Much flint-glass is now molded into drinking-vessels, bottles, and other common articles; but these are always greatly inferior to those which are made by the handi craft of the regular glass-blower.
Colored glass is a general term which includes several distinct varieties: first may be mentioned the glass made for windows and other similar purposes. Colored sheet-glass is made both by the crown-glass and cylinder-glass processes. Sometimes it is of pot metal—that is, the glass and the coloring materials are all melted and worked from one pot—generally, however, this glass is of too dark a color, and the kind called flashed glass is most generally used; in this, two pots are employed, one containing the colored glass, as if for pot-metal, the other colorless glass. The workman makes his first gatherings from the colorless glass, and the last only from the colored pot; the consequence is that the glass when finished, although it cannot be perceived, has only a thin skin of the col ore_ material on one side, and the color is thus, as it were, diluted. This has other advantages, because, by skillful grinding, the color may be removed,'and transparent patterns produced on the colored ground; and the same may be done, and even delicate shading of the color effected, by eating away the colored side more or less by means of hydrofluoric acid, which is frequently employed, and most beautiful effects are produced.
The colors usually employed consist of metallic oxides; other substances are, how ever, occasionally used. Gold, in the state called purple of Cassius, invented by Dr. Andrew Cassius of Leyden, in 1632, and also in the state of a simple solution, without tin, yields the most beautiful ruby, crimson, rose, and purple colors. Copper, as a sub oxide, yields a fine ruby red, and the black oxide gives an emerald green. Cobalt yields the rich deep blues. Iron, as a protoxide, gives a dull green; combined with alumina, it gives flesh color, or pale rose, and combined with chloride of silver, it yields an orange yellow; as a peroxide, it gives a common red and a brownish red. Silver, with alumina, also yields a yellow color of great beauty; and commoner and less beautiful yel low tints are produced by glass of antimony, and even by carbon, either in the form of soot or charcoal. Uranium gives the beautiful chrysoprase green and canary yellow, with a slight degree of opalescence; it also gives an emerald green. Arsenic, or arsenious acid, produces an opaque white. Manganese gives a purple or amethystine color as an
oxide; and as a peroxide, with a little cobalt, a fine garnet-red color. TheSe are some of the materials generally employed, but there are numerous others, the use of which depends upon the skill of the manufacturer.
The applications of colored glass to ornamental purposes are very numerous; one has already been fully described under the head of GEMS, ARTIFICIAL. In the hands of skillful glass-workers, especially those of Venice, articles of ornament add utility, combining the most exquisite combinations of form and color, are produced. But not the least interesting application of colored glass is the art of producing winamws exhibit ing beautiful pictorial designs. So beautiful are the designs of some of the windows formed from this material, that they deservedly rank as works of high art. This art originated at the commencement of the fith c., and received its greatest development in the ltith century. It then began to decline, until, at the commencement of the present century, it was slowly revived, at first with but little success, a conviction having been formed that the true secrets of the art of producing the rich colors seen in ancient win dows were lost. Gradually, chemistry and the microscope removed these errors, the former demonstrating the exact constituents of the best kinds of ancient glass, enabled the manufacturer to imitate it exactly. Still, however, with the same ingredients, there was a remarkable want of richness in the modern material; the cause of this was revealed by the microscope, which showed that it was due to minute pores, which are produced by weathering of the outer surface, the alkaline parts of the glass being washed out, as it were, by the rain, etc. This porosity, by breaking up the surface, destroyed the flat ness and glare of the glass, and by mixing more thoroughly the rays of light, produced that richness for which the ancient glass is so famous. Various methods were adopted to produce this effect: one which became common was, to stipple the surface with dots of a dark opaque color; now it is still better and more ingeniously clone by sprinkling sand thickly over the gathering of glass before receiving the colored coat, so that when blown and flasped, it has the grains of sand thinly scattered through its substance, and these being refractive, very successfully produce a richness nearly equal to that acquired by age.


◆ TASK DIRECTIONS
Every entry should be repeated exactly. Omit the pictures.

—————

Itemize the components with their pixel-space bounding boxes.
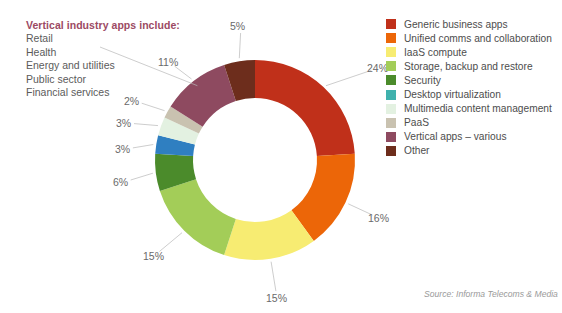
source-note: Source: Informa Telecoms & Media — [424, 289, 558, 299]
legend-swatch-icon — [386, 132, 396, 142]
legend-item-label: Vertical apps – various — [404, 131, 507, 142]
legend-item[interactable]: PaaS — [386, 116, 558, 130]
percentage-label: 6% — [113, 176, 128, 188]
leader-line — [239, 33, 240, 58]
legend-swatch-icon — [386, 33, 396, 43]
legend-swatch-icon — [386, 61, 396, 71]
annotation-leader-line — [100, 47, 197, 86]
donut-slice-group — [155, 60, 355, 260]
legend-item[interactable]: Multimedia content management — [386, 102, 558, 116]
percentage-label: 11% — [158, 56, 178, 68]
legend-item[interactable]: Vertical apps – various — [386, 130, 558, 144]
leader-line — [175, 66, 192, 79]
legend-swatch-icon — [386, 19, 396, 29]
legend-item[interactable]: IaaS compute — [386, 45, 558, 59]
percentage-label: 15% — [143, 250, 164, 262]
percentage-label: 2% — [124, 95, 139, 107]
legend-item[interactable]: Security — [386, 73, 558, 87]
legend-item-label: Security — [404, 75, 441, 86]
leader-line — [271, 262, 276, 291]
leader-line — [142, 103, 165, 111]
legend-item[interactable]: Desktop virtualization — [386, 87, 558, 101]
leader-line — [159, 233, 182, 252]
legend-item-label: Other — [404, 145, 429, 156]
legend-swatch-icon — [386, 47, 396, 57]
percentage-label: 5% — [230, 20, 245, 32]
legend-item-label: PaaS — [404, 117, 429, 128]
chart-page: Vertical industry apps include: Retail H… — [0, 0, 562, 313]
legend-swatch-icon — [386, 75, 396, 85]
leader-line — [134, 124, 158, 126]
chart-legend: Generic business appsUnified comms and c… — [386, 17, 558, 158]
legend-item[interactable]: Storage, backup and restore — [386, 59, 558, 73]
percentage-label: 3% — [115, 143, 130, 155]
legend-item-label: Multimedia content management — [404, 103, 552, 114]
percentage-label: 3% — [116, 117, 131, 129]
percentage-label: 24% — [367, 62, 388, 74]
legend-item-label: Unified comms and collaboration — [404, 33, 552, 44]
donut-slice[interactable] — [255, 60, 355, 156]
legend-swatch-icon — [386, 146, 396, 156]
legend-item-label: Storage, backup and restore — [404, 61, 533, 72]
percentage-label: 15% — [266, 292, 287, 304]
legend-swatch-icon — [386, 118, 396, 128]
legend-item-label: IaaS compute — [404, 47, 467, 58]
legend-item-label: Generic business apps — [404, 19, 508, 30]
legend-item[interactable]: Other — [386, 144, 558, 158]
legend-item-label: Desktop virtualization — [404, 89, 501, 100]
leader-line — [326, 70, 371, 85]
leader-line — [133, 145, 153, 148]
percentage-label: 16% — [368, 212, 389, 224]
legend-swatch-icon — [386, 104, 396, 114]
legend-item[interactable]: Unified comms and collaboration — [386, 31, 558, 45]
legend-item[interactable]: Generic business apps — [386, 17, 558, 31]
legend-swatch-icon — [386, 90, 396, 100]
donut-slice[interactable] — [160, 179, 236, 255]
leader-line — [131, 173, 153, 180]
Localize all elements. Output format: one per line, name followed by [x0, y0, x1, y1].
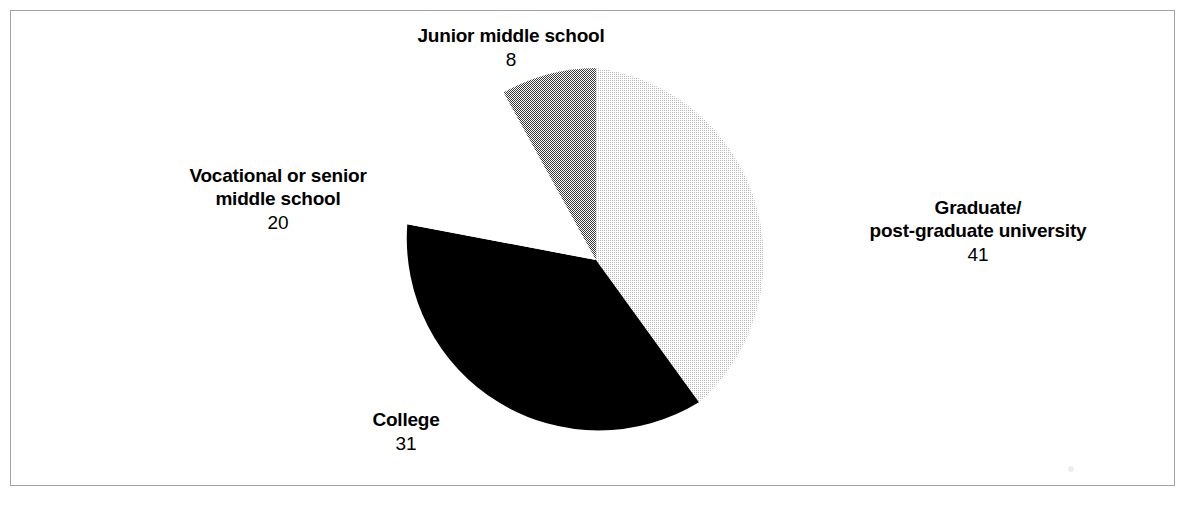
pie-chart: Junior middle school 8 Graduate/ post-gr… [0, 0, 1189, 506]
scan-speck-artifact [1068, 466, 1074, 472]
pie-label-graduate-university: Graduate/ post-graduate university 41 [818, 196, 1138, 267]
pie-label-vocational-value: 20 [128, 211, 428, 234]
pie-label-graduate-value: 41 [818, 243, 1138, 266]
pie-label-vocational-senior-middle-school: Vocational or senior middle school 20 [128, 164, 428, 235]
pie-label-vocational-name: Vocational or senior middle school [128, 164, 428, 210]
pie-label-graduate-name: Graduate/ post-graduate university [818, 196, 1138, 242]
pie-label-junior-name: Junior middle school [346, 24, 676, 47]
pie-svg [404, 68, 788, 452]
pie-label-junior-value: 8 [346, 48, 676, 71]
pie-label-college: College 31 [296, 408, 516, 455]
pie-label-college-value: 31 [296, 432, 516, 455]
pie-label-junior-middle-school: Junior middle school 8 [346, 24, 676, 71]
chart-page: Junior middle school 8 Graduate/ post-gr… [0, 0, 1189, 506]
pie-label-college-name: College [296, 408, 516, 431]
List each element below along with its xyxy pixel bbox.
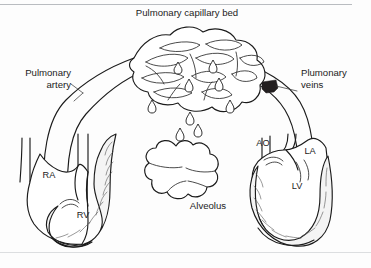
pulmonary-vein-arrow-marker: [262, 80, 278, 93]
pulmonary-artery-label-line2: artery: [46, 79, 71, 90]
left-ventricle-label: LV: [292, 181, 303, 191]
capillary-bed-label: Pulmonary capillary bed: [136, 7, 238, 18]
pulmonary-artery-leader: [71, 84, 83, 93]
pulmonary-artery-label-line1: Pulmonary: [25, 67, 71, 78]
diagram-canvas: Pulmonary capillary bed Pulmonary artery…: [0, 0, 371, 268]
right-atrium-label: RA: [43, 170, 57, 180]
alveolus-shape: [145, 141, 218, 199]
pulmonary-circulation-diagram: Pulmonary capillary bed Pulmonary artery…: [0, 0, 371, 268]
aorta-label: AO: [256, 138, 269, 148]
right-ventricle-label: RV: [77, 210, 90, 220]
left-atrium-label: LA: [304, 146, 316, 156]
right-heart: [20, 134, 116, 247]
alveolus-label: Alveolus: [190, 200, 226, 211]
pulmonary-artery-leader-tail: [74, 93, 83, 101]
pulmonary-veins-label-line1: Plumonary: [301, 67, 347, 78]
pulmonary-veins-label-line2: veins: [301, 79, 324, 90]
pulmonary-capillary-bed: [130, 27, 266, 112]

—————

◆ OUTPUT FOR THIS TASK
Itemize the components with their pixel-space bounding boxes.
source-note: Source: Informa Telecoms & Media — [424, 289, 558, 299]
legend-swatch-icon — [386, 132, 396, 142]
legend-item-label: Vertical apps – various — [404, 131, 507, 142]
legend-item[interactable]: PaaS — [386, 116, 558, 130]
percentage-label: 6% — [113, 176, 128, 188]
leader-line — [239, 33, 240, 58]
legend-swatch-icon — [386, 33, 396, 43]
legend-swatch-icon — [386, 61, 396, 71]
annotation-leader-line — [100, 47, 197, 86]
donut-slice-group — [155, 60, 355, 260]
legend-item[interactable]: Multimedia content management — [386, 102, 558, 116]
percentage-label: 11% — [158, 56, 178, 68]
legend-item[interactable]: Vertical apps – various — [386, 130, 558, 144]
leader-line — [175, 66, 192, 79]
legend-swatch-icon — [386, 19, 396, 29]
legend-item[interactable]: IaaS compute — [386, 45, 558, 59]
percentage-label: 15% — [143, 250, 164, 262]
percentage-label: 2% — [124, 95, 139, 107]
legend-item[interactable]: Security — [386, 73, 558, 87]
legend-item-label: Security — [404, 75, 441, 86]
leader-line — [271, 262, 276, 291]
leader-line — [142, 103, 165, 111]
legend-item[interactable]: Desktop virtualization — [386, 87, 558, 101]
leader-line — [159, 233, 182, 252]
legend-item-label: Other — [404, 145, 429, 156]
legend-swatch-icon — [386, 47, 396, 57]
percentage-label: 5% — [230, 20, 245, 32]
legend-item-label: PaaS — [404, 117, 429, 128]
chart-page: Vertical industry apps include: Retail H… — [0, 0, 562, 313]
legend-swatch-icon — [386, 75, 396, 85]
leader-line — [134, 124, 158, 126]
chart-legend: Generic business appsUnified comms and c… — [386, 17, 558, 158]
legend-item[interactable]: Storage, backup and restore — [386, 59, 558, 73]
percentage-label: 3% — [115, 143, 130, 155]
legend-item-label: Multimedia content management — [404, 103, 552, 114]
percentage-label: 3% — [116, 117, 131, 129]
percentage-label: 24% — [367, 62, 388, 74]
legend-item-label: Unified comms and collaboration — [404, 33, 552, 44]
donut-slice[interactable] — [255, 60, 355, 156]
legend-swatch-icon — [386, 146, 396, 156]
legend-item-label: Storage, backup and restore — [404, 61, 533, 72]
percentage-label: 15% — [266, 292, 287, 304]
legend-swatch-icon — [386, 118, 396, 128]
legend-item-label: IaaS compute — [404, 47, 467, 58]
legend-item-label: Generic business apps — [404, 19, 508, 30]
legend-item[interactable]: Other — [386, 144, 558, 158]
legend-item-label: Desktop virtualization — [404, 89, 501, 100]
leader-line — [326, 70, 371, 85]
leader-line — [133, 145, 153, 148]
percentage-label: 16% — [368, 212, 389, 224]
legend-swatch-icon — [386, 104, 396, 114]
legend-item[interactable]: Unified comms and collaboration — [386, 31, 558, 45]
legend-item[interactable]: Generic business apps — [386, 17, 558, 31]
legend-swatch-icon — [386, 90, 396, 100]
donut-slice[interactable] — [160, 179, 236, 255]
leader-line — [131, 173, 153, 180]
Localize all elements. Output format: one per line, name followed by [x0, y0, x1, y1].
pie-chart: Junior middle school 8 Graduate/ post-gr… [0, 0, 1189, 506]
scan-speck-artifact [1068, 466, 1074, 472]
pie-label-graduate-university: Graduate/ post-graduate university 41 [818, 196, 1138, 267]
pie-label-vocational-value: 20 [128, 211, 428, 234]
pie-label-graduate-value: 41 [818, 243, 1138, 266]
pie-label-vocational-senior-middle-school: Vocational or senior middle school 20 [128, 164, 428, 235]
pie-label-vocational-name: Vocational or senior middle school [128, 164, 428, 210]
pie-label-graduate-name: Graduate/ post-graduate university [818, 196, 1138, 242]
pie-label-junior-name: Junior middle school [346, 24, 676, 47]
pie-svg [404, 68, 788, 452]
pie-label-junior-value: 8 [346, 48, 676, 71]
pie-label-college: College 31 [296, 408, 516, 455]
pie-label-college-value: 31 [296, 432, 516, 455]
pie-label-junior-middle-school: Junior middle school 8 [346, 24, 676, 71]
chart-page: Junior middle school 8 Graduate/ post-gr… [0, 0, 1189, 506]
pie-label-college-name: College [296, 408, 516, 431]
List each element below along with its xyxy pixel bbox.
pulmonary-vein-arrow-marker: [262, 80, 278, 93]
pulmonary-artery-label-line2: artery: [46, 79, 71, 90]
left-ventricle-label: LV: [292, 181, 303, 191]
capillary-bed-label: Pulmonary capillary bed: [136, 7, 238, 18]
pulmonary-artery-leader: [71, 84, 83, 93]
pulmonary-artery-label-line1: Pulmonary: [25, 67, 71, 78]
diagram-canvas: Pulmonary capillary bed Pulmonary artery…: [0, 0, 371, 268]
right-atrium-label: RA: [43, 170, 57, 180]
alveolus-shape: [145, 141, 218, 199]
pulmonary-circulation-diagram: Pulmonary capillary bed Pulmonary artery…: [0, 0, 371, 268]
aorta-label: AO: [256, 138, 269, 148]
right-ventricle-label: RV: [77, 210, 90, 220]
left-atrium-label: LA: [304, 146, 316, 156]
right-heart: [20, 134, 116, 247]
alveolus-label: Alveolus: [190, 200, 226, 211]
pulmonary-artery-leader-tail: [74, 93, 83, 101]
pulmonary-veins-label-line1: Plumonary: [301, 67, 347, 78]
pulmonary-veins-label-line2: veins: [301, 79, 324, 90]
pulmonary-capillary-bed: [130, 27, 266, 112]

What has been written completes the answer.